Congressional Republicans on Wednesday blasted what they called “the largest tax hike in American history” in the latest budget proposed by House Democrats.
The budget “is an assault on the middle class of America,” Rep. Eric Cantor, R-Va., said before the House began debating the resolution. “What we have before us is a plain, good old-fashioned tax fight.”
The House Democratic budget, like the one approved last week in the Senate, is based on the assumption that Congress won’t renew President Bush’s tax cuts. That would cost taxpayers more than $700 billion over the next five years.
House Budget Committee Chairman John Spratt, D-S.C., said Democrats have “a responsibility to begin to clean up the fiscal mess that we have inherited.”
He and other Democrats pointed the deficit run by the GOP and the Republicans’ refusal to make cuts in many of the most popular federal governmentprograms.
“The Republican party’s free-lunch fiscal policies spawned record deficits and spiraling debt,” said Majority Leader Steny Hoyer, D-Md. “The amount of foreign-held debt has more than doubled under the Bush administration from about $1 trillion in 2001 to $2.1 trillion today.”
Democrats in both chambers say that at least some tax cuts will be extended but that others won’t unless they’re offset by spending cuts.
“There’s no doubt there will be tough choices to make as we live within this budget,” said Rep. Dennis Moore, D-Kan. “But Americans are not afforded the luxury of living beyond their means, and our government should stop doing so at the expense of our children and grandchildren.”
Republican leader John Boehner, R-Ohio, criticized the Democratic budget but also acknowledged the failure of his own party to control spending when it held majorities in both the House and Senate.
“There’s no question that we need to shine up our credentials on fiscal discipline,” he said. “Mistakes were made. But that was then and this is now.”
Even so, said Rep. Paul Ryan, R-Wis., the federal government should cut spending, not raise taxes, to fix the problem.
“We believe Washington does not have a revenue problem,” he said. “People are already sending enough tax dollars to Washington. Washington has a spending problem.”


== How to complete this task ==
Take each line in the entries below that holds "name" and show it.

== Material to process ==
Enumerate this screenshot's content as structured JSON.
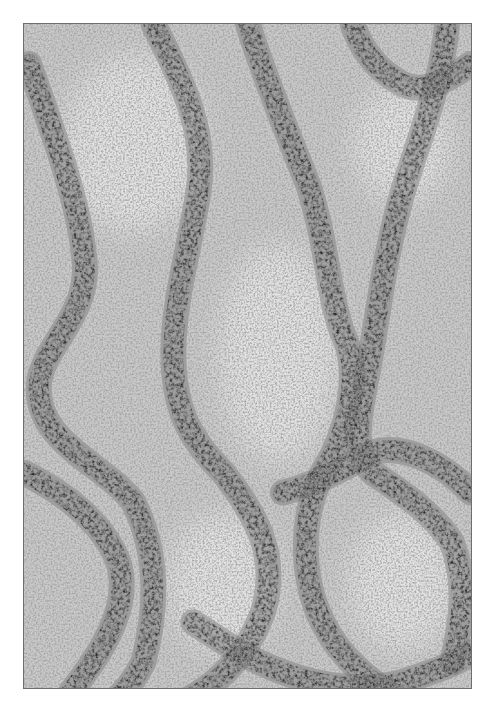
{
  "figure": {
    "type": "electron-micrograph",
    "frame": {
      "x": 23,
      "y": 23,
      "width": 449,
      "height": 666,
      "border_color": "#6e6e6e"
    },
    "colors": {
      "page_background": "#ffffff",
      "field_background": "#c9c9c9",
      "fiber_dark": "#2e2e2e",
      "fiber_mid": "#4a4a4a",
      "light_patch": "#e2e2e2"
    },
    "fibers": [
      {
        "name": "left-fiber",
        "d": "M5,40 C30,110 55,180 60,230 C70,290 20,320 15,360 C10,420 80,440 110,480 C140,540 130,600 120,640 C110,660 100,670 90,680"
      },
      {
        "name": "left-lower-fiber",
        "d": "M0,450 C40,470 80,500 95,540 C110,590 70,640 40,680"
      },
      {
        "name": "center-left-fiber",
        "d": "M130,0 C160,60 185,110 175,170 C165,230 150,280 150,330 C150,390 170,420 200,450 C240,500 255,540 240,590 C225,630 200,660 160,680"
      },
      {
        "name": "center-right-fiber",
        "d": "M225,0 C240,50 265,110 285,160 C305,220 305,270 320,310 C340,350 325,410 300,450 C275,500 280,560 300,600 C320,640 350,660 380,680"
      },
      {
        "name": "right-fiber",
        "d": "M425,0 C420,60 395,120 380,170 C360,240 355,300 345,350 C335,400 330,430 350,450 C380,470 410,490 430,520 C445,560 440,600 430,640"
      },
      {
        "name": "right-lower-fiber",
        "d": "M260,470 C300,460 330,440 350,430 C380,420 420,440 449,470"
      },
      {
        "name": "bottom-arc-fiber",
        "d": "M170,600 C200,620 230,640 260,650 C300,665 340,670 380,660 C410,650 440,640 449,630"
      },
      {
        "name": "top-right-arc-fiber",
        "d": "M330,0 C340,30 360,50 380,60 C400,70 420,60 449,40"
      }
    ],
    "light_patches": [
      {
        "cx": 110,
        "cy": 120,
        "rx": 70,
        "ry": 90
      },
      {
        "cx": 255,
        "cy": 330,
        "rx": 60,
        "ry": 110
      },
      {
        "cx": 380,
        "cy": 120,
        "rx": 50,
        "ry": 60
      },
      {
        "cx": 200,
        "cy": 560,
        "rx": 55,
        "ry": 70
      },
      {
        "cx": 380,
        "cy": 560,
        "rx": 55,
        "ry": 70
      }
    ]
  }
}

...

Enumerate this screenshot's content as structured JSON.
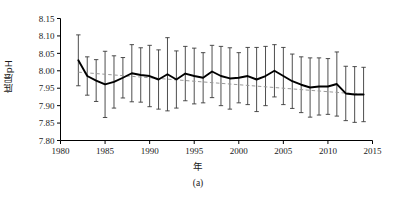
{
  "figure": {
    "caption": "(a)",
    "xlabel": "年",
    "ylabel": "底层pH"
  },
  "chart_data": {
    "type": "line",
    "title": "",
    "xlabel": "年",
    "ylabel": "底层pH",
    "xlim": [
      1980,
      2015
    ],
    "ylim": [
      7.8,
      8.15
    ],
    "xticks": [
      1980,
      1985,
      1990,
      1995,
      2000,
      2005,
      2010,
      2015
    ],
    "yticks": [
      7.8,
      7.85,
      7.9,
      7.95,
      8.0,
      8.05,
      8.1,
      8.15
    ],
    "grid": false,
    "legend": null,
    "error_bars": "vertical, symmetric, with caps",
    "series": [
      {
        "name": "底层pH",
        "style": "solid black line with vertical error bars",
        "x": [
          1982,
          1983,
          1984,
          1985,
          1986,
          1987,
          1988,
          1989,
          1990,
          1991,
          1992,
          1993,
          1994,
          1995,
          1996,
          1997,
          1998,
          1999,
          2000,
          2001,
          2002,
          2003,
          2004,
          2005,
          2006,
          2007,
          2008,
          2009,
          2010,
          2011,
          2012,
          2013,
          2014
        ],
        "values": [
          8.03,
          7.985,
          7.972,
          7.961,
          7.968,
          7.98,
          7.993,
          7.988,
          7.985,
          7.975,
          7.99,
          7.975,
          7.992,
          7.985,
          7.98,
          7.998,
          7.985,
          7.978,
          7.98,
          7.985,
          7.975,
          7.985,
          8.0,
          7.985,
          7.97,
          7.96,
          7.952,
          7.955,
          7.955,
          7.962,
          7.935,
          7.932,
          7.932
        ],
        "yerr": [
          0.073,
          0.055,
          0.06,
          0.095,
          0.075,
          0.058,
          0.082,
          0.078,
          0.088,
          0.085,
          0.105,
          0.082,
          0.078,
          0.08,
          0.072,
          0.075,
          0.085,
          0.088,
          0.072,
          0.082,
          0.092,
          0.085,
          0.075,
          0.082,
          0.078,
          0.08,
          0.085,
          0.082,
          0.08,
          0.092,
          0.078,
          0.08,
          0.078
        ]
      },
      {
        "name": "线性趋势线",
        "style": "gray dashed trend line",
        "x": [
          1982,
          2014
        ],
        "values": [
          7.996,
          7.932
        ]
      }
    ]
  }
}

== Result ==
        "name": "left-fiber",
        "name": "left-lower-fiber",
        "name": "center-left-fiber",
        "name": "center-right-fiber",
        "name": "right-fiber",
        "name": "right-lower-fiber",
        "name": "bottom-arc-fiber",
        "name": "top-right-arc-fiber",
        "name": "底层pH",
        "name": "线性趋势线",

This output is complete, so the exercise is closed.